Figures of Opus Dei under the magnifying glass

BUENOS AIRES (AP).— A team of Argentine prosecutors concluded that there are well-founded suspicions to initiate a criminal investigation against the highest authorities of Opus Dei in South America, between 1983 and 2015, for the crimes of human trafficking and labor exploitation against at least 44 women recruited by the religious order to perform domestic tasks in their residences.

The accusations fall on those who served in that period as Vicar or Regional Counselor of Argentina, Paraguay, Uruguay and Bolivia: Carlos Nannei (1991-1997), Patricio Olmos (1998-2014) and Víctor Urtizarrazu (2014-2022).

The Regional Secretary, in charge of the Women’s Section, Gabriel Dondo, who held the position until 2015, was also charged.

In the same document to which AP had access, prosecutors Eduardo Taiano, head of a National Criminal and Correctional Prosecutor’s Office, and María Alejandra Mángano and Marcelo Colombo, co-heads of the Human Trafficking and Exploitation Prosecutor’s Office, asked federal judge Daniel Rafecas “please summon them to give an investigative statement.”
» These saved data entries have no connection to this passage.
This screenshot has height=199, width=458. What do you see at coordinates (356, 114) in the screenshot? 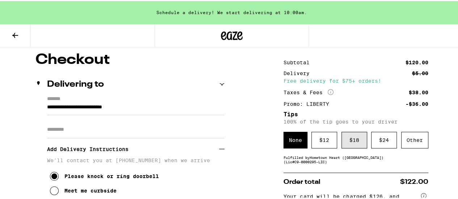
I see `h5: Tips` at bounding box center [356, 114].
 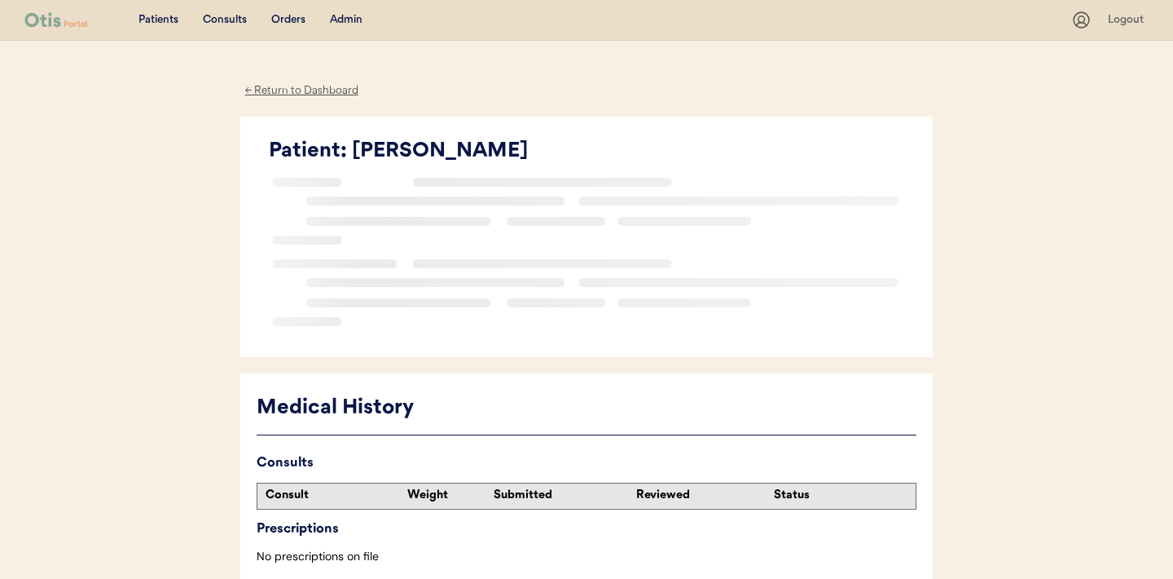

Opus Dei (Work of God in Latin) was founded by the Spanish priest Josemaría Escrivá de Balaguer in 1928. It is present in about 70 countries and has 90,000 members. The group, which was widely favored by Pope John Paul II, who canonized Escrivá in 2002, has a unique status in the Church and reports directly to the Pontiff. Many of its members are lay people and women with secular jobs and families who seek to “sanctify ordinary life,” while other members are priests and celibate lay people.

Based on a complaint filed in 2022, the team of prosecutors began an investigation that concluded that from the early 1970s until 2015, “people occupying different hierarchies within Opus Dei established a structure dedicated to the recruitment of at least 44 women, most of them girls and adolescents, to be subjected to living conditions comparable to servitude under the designation of ‘auxiliary numeraries’.”

This is what women dedicated to household chores and who comply with celibacy are called.

“False accusation”

“We categorically deny the accusations of human trafficking and labor exploitation,” said the communications office of the Prelature of Opus Dei in Argentina. “The impression is that to construct this complaint, a complete decontextualization of the training received by some of the women in the group and the vocation freely chosen by the auxiliary numeraries of Opus Dei is carried out. “This is a totally false accusation.”

Prosecutors detailed that Opus Dei selected low-income girls and adolescents, usually from rural areas far from the organization’s activity centers, and that they were recruited “under the promise of receiving training and improving their job prospects.”